Their preliminary results, obtained using a special mirror that can subtly change its shape, show what could be a plume of dust and gas extending hundreds of miles from the center of the seven-mile-long comet, scientists at the California Institute of Technology and NASA said recently.

NASA scientists designed a motorcycle-sized probe, part of the Deep Impact spacecraft, to smash into the comet at a speed of more than 20,000 miles per hour and make a crater. Their purpose was to examine the inside of a comet, which astronomers describe as being leftovers from the time that the solar system formed.

Immediately after impact on July 4, the rest of the Deep Impact spacecraft was able to take close-up pictures as it quickly flew by the comet, but Earth-bound astronomers all across the globe were watching the impact, as well.

"We had an advantage over the spacecraft, because we could watch Tempel 1 over several nights," said Bidushi Bhattacharya, an astronomer at the California Institute of Technology, which runs Palomar Observatory.

The comet rotates every 41 hours, so two days after initial impact, the Palomar astronomers could observe the plume a second time, she said.

The probe or "impactor's" impact seems to have removed a small part of the comet's outer surface, according to James Bauer, an astronomer at NASA's Jet Propulsion Laboratory in Pasadena.

"The idea is that the outer layers protect the underlying ice," Bauer said. "If something scratches off the protective material, you may see the outgassing of freshly exposed ice."

So far, astronomers have had a tough time taking pictures of the crater itself because of the volume of dust thrown out by the impact.

"The major surprise was the opacity of the plume the impactor created and the light it gave off," said Michael A'Hearn at the University of Maryland, College Park, which managed the Deep Impact mission's science. "That suggests the dust excavated from the comet's surface was extremely fine, more like talcum powder than beach sand."

Along with many other scientists, Bauer and Bhattacharya are now studying exactly what the protective material and the inside of the comet are made of. Bhattacharya said her team is looking forward to presenting its results at a planetary sciences conference in Cambridge, England, next month.

The team members are trying to determine the size of the dust and how much it scatters light, Bauer said. Their data can be combined with that of other scientists who are gathering information on the comet's chemical composition, he said.

The Palomar team took pictures that were sharper than many ground-based telescopes' because it used a technique called adaptive optics. The extra resolution it provides helps Palomar's Hale, the world's largest telescope until 1992, keep up with newer orbiting instruments such as the Hubble Space Telescope.

Adaptive optics can remove a star's twinkle by correcting for the distortions in an image that come from the Earth's atmosphere.

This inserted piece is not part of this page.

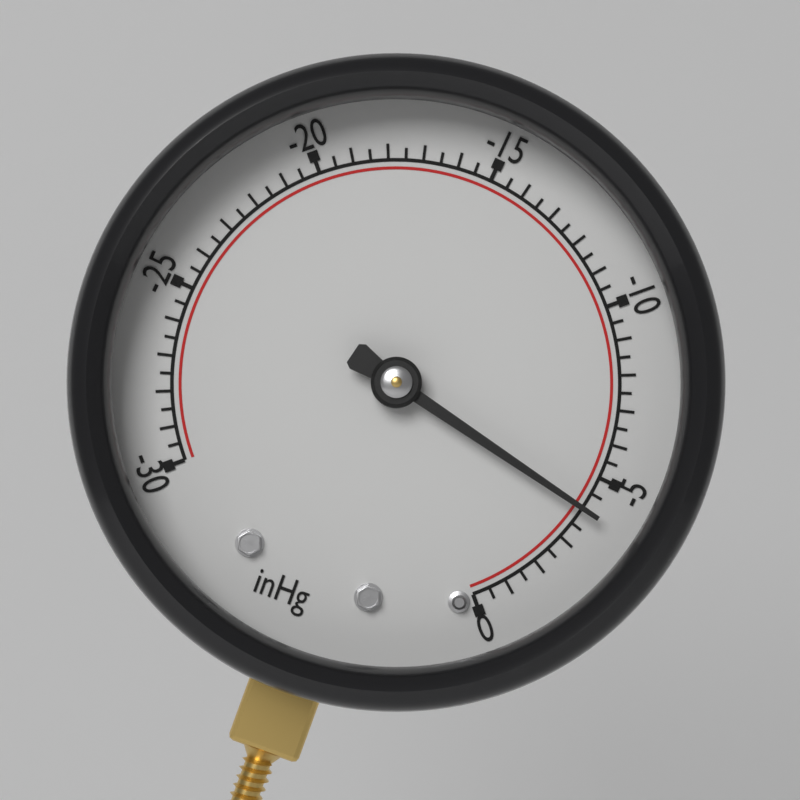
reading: -4.0 inHg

Adaptive optics has a computer adjust the shape of a secondary mirror —— placed between a digital camera and the main 200-inch mirror —— thousands of times per second, usually using a bright star nearby the object being studied as a reference.

Several world-class telescopes are equipped with adaptive optics, including the Keck Observatory in Hawaii and the Lick Observatory in Northern California.

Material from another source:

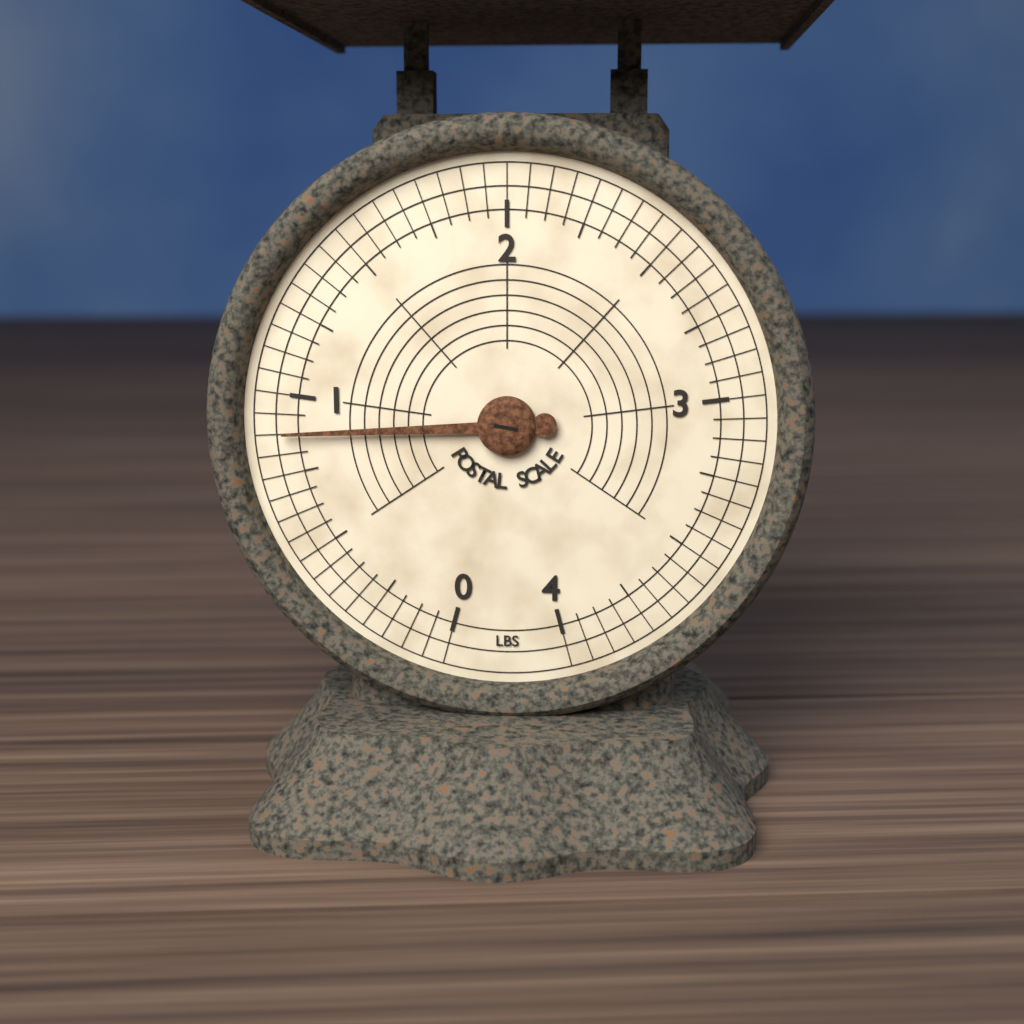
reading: 0.8750 lbs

The images that Bauer and Bhattacharya took measured near-infrared light, a wavelength longer than what the human eye can see. Adaptive optics works better with longer wavelengths, making near-infrared ideal for looking at the scattered light from the comet dust, Bauer said.

Eventually, Caltech astronomers say they hope to expand the system to operate with visual light. A team from Caltech, Jet Propulsion Laboratory and Cornell University designed the adaptive optics camera and installed it on the Hale telescope in 1999.